Connecting (Lily Dale #3)(23)
“I don’t like clubs,” Jacy tells him with a shrug. “But I’ll play you sometime, if you want.”
“Okay.” Donald’s obvious disappointment isn’t lost on Jacy.
“Tomorrow,” Jacy tells him. “At lunch. We’ll play. Okay?”
“I don’t go to lunch on Tuesdays. I have French Horn then.”
“Then Wednesday. You bring the set.”
Donald brightens immediately. “Sure.”
“Good. See you then.”
Donald lumbers away with the oversized male teacher protectively trailing along behind him, clearly intending to see him safely to chess club.
Calla, still momentarily distracted from her own problems, stands with Jacy, watching them go.
“I wonder why he didn’t give that kid detention,” she murmurs. “Who?”
“The teacher.”
“What teacher?”
She points, then realizes that the man walking with Donald is no teacher. There’s something about the way he drifts along, almost weightless despite his obese build . . .
“You don’t see him, do you.” It’s not a question, and as Jacy shakes his head, she acknowledges the truth.
The man is yet another spirit.
“I’m never going to get used to this,” she mutters with a sigh.
“What does he look like?” Jacy asks, and she briefly describes him. “That’s Donald’s father, I bet. I heard he died a few years ago. Heart attack, I think.”
Calla’s heart sinks.
So Donald is part of the sad little club, too; he knows what it’s like to suddenly lose a parent.
She swallows hard, picturing Donald’s father lovingly carving a chess set for his son, and knowing Donald lost one of the few people in this world who had been kind to him.
She’s been here long enough to know that the Reamers don’t live in the Dale but somewhere on the rural outskirts. It doesn’t necessarily mean Donald isn’t psychically aware, but she figures the odds are against it.
He probably doesn’t realize his father watches over him from the Other Side. He’s not aware that his father sees how the other kids torture his son, how he tries to protect him. All he knows is that he’s been robbed of the parent who loved him.
She realizes she’s about to cry.
It’s just too much. She can’t handle this. Any of it.
“I’ve got to go,” she tells Jacy abruptly. “I’m babysitting for Paula Drumm’s kids today, and I can’t be late.”
Jacy says nothing, just keeps up with her as she resumes her sprint down the hall.
Arriving at her locker, she reaches for the combination lock, but Jacy puts his hand on her arm. “Wait. There’s something I need to tell you.”
“What?” Something tells her it’s not going to be a heartfelt declaration of true love.
“It’s been bugging me all week, ever since I found out about that guy attacking you.”
“Wait . . . how did you find out about that?”
“I asked one of the cops.”
“But they said they weren’t going to let it get out!”
“Not to the public. But I know this guy, Figeroa, he’s sort of a friend of mine.”
“You have a friend on the police force?” she asks dubiously, then sees his expression and remembers that he’s been through a lot more than most people his age.
“Figeroa knows I’m not going to say anything to anyone, and he knew I was worried, so . . .” He shrugs.
He was worried about me.
But that doesn’t mean he has feelings for me.
“Whatever, Jacy.” She pulls her arm from his grasp, then forces herself to look at her watch, as though he’s keeping her from an engagement far more pressing than babysitting.
Yeah, like hurling herself off the nearest tall building—not that there are any for miles around.
Looks like you’ll just have to carry on indefinitely in sheer humiliation. Nice going.
Jacy touches her arm again, more gently this time.
“Calla . . . I’m sorry I haven’t talked to you all week. Bad way to handle things—maybe I suck at communication. What can I say? But I’m trying to talk to you now.”
Okay, that’s encouraging . . . not that it takes away a shred of her embarrassment.
“Can you please just . . . what is it you need to tell me?
Because I really have to get to Paula’s.”
He clears his throat. “Last week I told you I was worried about you because I’d had a vision of you in some kind of trouble.”
“No, you didn’t.”
“Yeah, I did. I told you that night after we went to see the Yateses, remember?”
Remember? It was when he was holding her hand, right after he almost kissed her . . . how could she forget?
Except he didn’t say anything about a vision.
“You just said you were worried,” she reminds him, “and that I should be careful.”
“Oh. I guess I didn’t mention the vision. I didn’t want to scare you with the specifics.”
“So you saw a man coming after me?”
“I saw . . . listen, the details aren’t important. When I heard what happened to you Saturday night, I figured that must have been what I was seeing. But . . . it wasn’t.”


§ About this exercise
Scan the listing below for the word "content", then copy each line that has it.

§ Dataset extract
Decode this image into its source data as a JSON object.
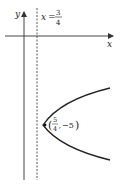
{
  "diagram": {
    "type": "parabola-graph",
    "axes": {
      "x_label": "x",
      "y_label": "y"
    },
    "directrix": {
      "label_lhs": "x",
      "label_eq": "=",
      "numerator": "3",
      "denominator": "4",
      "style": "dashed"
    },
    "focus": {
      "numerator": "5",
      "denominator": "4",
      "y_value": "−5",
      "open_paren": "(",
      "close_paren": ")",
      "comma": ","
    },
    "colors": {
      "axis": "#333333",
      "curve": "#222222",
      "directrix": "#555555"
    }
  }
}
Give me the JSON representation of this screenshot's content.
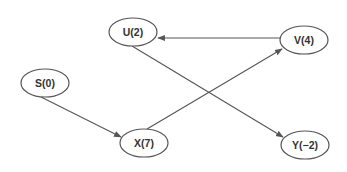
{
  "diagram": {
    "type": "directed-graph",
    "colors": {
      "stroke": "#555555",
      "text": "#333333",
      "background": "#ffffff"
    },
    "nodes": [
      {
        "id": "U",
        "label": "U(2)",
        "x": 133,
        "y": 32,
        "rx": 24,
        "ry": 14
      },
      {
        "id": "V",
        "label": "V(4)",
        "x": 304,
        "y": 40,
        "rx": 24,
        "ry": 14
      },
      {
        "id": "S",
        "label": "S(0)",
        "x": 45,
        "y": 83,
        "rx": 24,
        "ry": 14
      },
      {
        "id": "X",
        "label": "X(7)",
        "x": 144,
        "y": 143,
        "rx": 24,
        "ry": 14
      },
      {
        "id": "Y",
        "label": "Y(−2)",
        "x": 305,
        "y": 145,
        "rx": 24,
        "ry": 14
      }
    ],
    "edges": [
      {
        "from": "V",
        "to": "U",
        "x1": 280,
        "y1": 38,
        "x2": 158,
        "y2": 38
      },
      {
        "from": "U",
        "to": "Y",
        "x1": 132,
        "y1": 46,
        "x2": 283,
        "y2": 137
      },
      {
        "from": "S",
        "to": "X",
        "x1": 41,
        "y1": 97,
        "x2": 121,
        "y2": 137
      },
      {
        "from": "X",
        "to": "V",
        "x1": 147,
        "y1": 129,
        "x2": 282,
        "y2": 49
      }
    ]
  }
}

* * *

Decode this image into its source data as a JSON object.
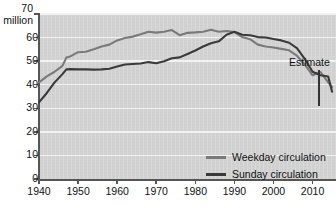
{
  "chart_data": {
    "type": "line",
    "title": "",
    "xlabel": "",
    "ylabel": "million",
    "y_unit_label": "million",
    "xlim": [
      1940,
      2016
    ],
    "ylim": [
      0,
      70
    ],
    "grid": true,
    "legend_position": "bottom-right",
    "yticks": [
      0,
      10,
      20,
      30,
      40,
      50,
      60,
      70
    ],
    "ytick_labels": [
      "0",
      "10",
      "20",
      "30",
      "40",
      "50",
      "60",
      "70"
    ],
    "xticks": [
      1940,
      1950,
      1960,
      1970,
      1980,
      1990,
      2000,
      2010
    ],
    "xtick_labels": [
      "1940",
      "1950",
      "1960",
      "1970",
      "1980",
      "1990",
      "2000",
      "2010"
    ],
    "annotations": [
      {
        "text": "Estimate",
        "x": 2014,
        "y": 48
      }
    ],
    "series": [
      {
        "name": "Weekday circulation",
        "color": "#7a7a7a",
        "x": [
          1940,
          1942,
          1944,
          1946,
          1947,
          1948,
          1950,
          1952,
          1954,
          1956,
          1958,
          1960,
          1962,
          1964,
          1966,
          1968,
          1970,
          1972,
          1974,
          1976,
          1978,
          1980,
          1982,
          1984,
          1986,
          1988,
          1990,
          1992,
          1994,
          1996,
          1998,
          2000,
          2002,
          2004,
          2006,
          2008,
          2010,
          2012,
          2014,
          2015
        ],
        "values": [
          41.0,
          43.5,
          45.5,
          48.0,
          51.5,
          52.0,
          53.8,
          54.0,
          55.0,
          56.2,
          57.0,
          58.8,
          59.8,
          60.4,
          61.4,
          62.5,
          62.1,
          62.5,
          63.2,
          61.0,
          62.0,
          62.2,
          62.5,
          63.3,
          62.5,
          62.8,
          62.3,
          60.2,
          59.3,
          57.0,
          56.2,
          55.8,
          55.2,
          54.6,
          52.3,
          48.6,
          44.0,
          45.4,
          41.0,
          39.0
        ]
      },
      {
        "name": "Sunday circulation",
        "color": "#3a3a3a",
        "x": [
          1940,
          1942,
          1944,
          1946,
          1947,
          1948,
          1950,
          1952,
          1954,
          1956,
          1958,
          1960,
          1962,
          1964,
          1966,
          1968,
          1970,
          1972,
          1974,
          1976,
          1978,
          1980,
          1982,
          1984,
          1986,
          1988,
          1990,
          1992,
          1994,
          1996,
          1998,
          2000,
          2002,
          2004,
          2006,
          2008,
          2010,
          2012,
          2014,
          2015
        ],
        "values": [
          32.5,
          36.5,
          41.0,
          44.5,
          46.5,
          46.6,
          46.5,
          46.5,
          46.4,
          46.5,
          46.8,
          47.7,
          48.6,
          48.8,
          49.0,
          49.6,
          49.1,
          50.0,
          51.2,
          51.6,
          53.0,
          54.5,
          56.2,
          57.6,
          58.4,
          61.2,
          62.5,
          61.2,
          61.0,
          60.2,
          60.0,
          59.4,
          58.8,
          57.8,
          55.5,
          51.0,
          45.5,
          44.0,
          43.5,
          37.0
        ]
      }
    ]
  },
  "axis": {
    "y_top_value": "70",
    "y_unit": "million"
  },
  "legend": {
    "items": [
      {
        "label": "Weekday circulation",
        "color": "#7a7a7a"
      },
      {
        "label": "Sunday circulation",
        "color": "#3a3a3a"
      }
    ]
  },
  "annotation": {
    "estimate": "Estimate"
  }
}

==

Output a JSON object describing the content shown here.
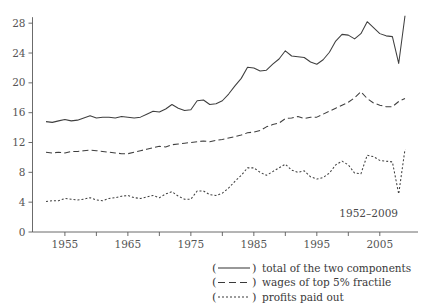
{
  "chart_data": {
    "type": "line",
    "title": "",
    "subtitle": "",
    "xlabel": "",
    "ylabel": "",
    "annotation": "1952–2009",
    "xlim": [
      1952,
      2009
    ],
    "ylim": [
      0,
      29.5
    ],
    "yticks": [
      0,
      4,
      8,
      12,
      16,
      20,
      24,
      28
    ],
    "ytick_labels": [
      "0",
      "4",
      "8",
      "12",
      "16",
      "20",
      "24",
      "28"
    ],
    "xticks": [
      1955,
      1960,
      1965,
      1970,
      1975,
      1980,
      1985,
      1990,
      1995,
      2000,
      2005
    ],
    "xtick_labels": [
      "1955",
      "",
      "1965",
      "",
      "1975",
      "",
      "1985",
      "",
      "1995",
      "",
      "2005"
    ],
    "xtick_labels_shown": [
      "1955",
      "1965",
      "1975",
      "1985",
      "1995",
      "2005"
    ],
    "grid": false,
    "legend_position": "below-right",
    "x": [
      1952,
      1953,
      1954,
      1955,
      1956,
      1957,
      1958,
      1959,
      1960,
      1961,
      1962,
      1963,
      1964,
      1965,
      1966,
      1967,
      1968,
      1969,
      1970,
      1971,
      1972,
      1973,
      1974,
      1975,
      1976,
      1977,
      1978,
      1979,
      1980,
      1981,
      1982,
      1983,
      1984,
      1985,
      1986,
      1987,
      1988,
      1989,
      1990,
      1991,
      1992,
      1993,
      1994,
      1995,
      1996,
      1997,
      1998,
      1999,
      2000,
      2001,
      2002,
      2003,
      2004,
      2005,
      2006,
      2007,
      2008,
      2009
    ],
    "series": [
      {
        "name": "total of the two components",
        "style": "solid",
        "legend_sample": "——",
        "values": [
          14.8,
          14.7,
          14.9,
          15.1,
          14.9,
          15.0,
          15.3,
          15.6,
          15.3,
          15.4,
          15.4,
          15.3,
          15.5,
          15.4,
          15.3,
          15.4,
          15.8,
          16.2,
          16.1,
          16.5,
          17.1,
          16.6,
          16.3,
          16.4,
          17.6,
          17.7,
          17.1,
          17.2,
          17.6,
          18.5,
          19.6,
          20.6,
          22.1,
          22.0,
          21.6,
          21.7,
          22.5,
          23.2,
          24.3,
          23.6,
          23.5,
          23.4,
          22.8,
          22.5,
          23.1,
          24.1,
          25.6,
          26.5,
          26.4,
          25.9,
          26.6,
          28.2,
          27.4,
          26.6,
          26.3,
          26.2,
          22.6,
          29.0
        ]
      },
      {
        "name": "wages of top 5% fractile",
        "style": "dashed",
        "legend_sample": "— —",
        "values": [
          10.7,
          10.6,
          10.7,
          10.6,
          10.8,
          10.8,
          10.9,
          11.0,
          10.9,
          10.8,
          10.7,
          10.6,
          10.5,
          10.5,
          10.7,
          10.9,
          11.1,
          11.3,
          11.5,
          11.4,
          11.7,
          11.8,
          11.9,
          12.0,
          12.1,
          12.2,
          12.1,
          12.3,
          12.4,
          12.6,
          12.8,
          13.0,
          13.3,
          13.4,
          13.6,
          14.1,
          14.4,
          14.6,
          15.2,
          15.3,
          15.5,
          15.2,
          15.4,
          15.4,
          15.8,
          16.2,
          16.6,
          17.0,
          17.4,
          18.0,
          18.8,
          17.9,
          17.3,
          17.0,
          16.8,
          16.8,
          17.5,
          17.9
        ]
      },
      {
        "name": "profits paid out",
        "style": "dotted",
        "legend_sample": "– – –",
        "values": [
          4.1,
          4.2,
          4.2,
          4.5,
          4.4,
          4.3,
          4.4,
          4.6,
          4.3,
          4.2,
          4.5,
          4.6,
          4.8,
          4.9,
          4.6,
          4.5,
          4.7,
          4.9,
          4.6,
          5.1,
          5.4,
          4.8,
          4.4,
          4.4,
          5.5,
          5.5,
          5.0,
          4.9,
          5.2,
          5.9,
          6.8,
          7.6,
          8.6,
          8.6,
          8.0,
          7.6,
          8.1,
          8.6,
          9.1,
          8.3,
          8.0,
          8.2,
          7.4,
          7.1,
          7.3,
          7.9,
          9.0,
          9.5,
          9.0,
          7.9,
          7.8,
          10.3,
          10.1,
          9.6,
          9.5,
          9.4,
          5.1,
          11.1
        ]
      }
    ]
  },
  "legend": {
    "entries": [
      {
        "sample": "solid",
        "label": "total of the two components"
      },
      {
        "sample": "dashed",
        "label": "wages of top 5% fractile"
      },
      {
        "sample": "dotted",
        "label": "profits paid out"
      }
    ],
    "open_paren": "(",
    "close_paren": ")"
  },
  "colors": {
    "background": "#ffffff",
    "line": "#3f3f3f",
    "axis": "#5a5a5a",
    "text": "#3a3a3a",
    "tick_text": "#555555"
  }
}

§ Exercise response
Give me the JSON representation of this screenshot's content.
Output a JSON object describing the content shown here.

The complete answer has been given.